With the music of the Buffalo Philharmonic Orchestra and the singing of the Westminster Presbyterian Church choir, the community remembered M&T Bank Chairman Robert Wilmers, who died in December at the age of 83.
Wilmers was a successful banker, a strong supporter of the arts and a highly visible activist in the community. He built M&T from a struggling local financial institution in 1983 when he became chairman and CEO into a major regional bank across the Middle Atlantic states with a strong brand and a national image as a community banker.
He was also well known for riding bicycles to work in Buffalo and in midtown Manhattan. He was a father, grandfather, stepfather, owner of a French winery and part-owner of a New England newspaper chain.
Community leaders, both on a highlight reel of his life shown on the giant screen of Kleinhans Music Hall and as speakers on stage, praised him.
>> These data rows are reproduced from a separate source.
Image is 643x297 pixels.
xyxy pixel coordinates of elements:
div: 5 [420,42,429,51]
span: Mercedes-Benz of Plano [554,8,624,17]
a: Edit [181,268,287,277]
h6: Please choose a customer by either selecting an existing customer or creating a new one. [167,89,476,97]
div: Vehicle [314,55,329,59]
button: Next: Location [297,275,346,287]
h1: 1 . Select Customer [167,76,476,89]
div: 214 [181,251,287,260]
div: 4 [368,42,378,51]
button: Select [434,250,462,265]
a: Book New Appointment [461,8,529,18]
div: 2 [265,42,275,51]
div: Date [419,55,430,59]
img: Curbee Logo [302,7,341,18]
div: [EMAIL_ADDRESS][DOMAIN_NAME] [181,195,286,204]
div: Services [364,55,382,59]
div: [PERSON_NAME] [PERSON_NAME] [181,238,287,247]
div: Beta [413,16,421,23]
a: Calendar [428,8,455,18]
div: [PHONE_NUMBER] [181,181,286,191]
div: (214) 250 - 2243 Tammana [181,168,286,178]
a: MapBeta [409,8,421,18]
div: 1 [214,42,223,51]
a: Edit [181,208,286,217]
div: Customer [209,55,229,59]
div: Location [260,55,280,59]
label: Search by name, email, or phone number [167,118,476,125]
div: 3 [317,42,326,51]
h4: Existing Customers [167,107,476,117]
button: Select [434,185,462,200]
Son Christopher told the crowd his father was proud of his ties to Buffalo.
"My dad was born in New York City, moved to a new town roughly every two years until high school, went to college and graduate school in Boston, spent summers and weekends in the Berkshires and raised his family in New York City," the younger Wilmers said, "but when he'd meet someone for the first time and they'd ask where he was from, he wouldn't hesitate. 'Buffalo,' he would say with a big proud smile on his face."
Wilmers said his father was proud of his work supporting the Westminster Community Charter School and the surrounding Buffalo Promise Neighborhood.
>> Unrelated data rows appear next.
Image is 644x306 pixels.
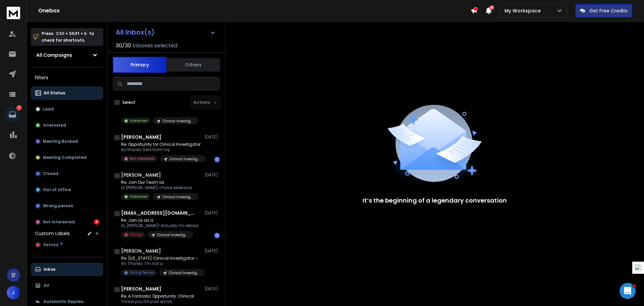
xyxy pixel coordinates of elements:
[121,172,161,178] h1: [PERSON_NAME]
[43,203,73,209] p: Wrong person
[116,29,155,36] h1: All Inbox(s)
[121,248,161,254] h1: [PERSON_NAME]
[589,7,628,14] p: Get Free Credits
[31,135,103,148] button: Meeting Booked
[121,218,198,223] p: Re: Join Us as a
[43,187,71,192] p: Out of office
[116,42,131,50] span: 30 / 30
[31,151,103,164] button: Meeting Completed
[31,73,103,82] h3: Filters
[43,242,58,248] span: Retired
[6,108,19,121] a: 7
[113,57,167,73] button: Primary
[130,156,155,161] p: Not Interested
[489,5,494,10] span: 50
[130,118,148,123] p: Interested
[43,155,86,160] p: Meeting Completed
[214,157,220,162] div: 1
[169,157,202,162] p: Clinical Investigator - [MEDICAL_DATA] Oncology (MA-1117)
[31,215,103,229] button: Not Interested5
[94,220,99,225] div: 5
[121,261,202,266] p: No Thanks. I’m not a
[121,142,202,147] p: Re: Opportunity for Clinical Investigator
[214,233,220,238] div: 1
[43,90,65,96] p: All Status
[121,285,161,292] h1: [PERSON_NAME]
[42,30,94,43] p: Press to check for shortcuts.
[55,29,88,37] span: Ctrl + Shift + k
[132,42,178,50] h3: Inboxes selected
[31,183,103,197] button: Out of office
[619,283,636,299] iframe: Intercom live chat
[121,299,194,304] p: Thank you for your email,
[121,147,202,152] p: No thanks Sent from my
[43,283,49,288] p: All
[31,167,103,180] button: Closed
[121,223,198,228] p: Hi, [PERSON_NAME]! Actually I'm retired
[31,199,103,212] button: Wrong person
[7,286,20,299] button: J
[130,194,148,199] p: Interested
[43,171,58,176] p: Closed
[130,270,154,275] p: Wrong Person
[363,196,507,205] p: It’s the beginning of a legendary conversation
[162,119,195,124] p: Clinical Investigator - [MEDICAL_DATA] Oncology (MA-1117)
[31,48,103,62] button: All Campaigns
[205,210,220,216] p: [DATE]
[31,102,103,116] button: Lead
[121,185,199,191] p: Hi [PERSON_NAME], I have extensive
[43,299,84,304] p: Automatic Replies
[31,238,103,252] button: Retired
[31,263,103,276] button: Inbox
[36,52,72,58] h1: All Campaigns
[205,134,220,140] p: [DATE]
[205,286,220,292] p: [DATE]
[43,122,66,128] p: Interested
[38,7,471,15] h1: Onebox
[121,134,161,140] h1: [PERSON_NAME]
[110,25,221,39] button: All Inbox(s)
[575,4,632,18] button: Get Free Credits
[121,294,194,299] p: Re: A Fantastic Opportunity: Clinical
[16,105,22,111] p: 7
[31,86,103,100] button: All Status
[167,58,220,72] button: Others
[31,119,103,132] button: Interested
[43,107,53,112] p: Lead
[43,220,75,225] p: Not Interested
[162,194,195,200] p: Clinical Investigator - [MEDICAL_DATA] Oncology (MA-1117)
[43,139,78,144] p: Meeting Booked
[157,233,189,238] p: Clinical Investigator - [MEDICAL_DATA] Oncology (MA-1117)
[121,209,195,216] h1: [EMAIL_ADDRESS][DOMAIN_NAME]
[205,173,220,178] p: [DATE]
[121,256,202,261] p: Re: [US_STATE] Clinical Investigator –
[505,7,544,14] p: My Workspace
[43,267,55,272] p: Inbox
[35,230,70,237] h3: Custom Labels
[122,100,135,105] label: Select
[7,7,20,19] img: logo
[169,270,201,275] p: Clinical Investigator - [MEDICAL_DATA] Oncology (MA-1117)
[130,232,142,237] p: Retired
[205,248,220,254] p: [DATE]
[31,279,103,292] button: All
[121,180,199,185] p: Re: Join Our Team as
"Over many years, he and others at the bank worked with the administration and teachers at Westminster to do everything they could to make Westminster a school that would enrich their students with strong values and a sterling education, though the effort was not without its frustrations," Wilmers said. "My dad liked to tell the story of how it took over four years to install a new phone system."
Former Moog Chairman and CEO Robert Brady spoke of being encouraged by the banker to get involved in education. Moog eventually developed a high-tech relationship with the Charter School for Applied Technologies, as M&T had become involved with Westminister Community Charter School.
Buffalo Niagara Partnership President and CEO Dottie Gallagher-Cohen remembers a conversation that changed her community role.
"I said, 'Bob, I need a female executive who can serve on the Buffalo Fiscal Stability Authority' and he said, 'What about you? I think you would be great. You ought to do this.'" Gallagher-Cohen said. "I was like all joke, but by the end of the conversation, of course, I was primed to be on the authority and still am."
The bank chairman worked up until his death. Other speakers cited his incessant curiosity, talking about meeting the banker in his office for lunch, only to never be able to eat because they had to answer so many questions about their business, their job, their organization or their government.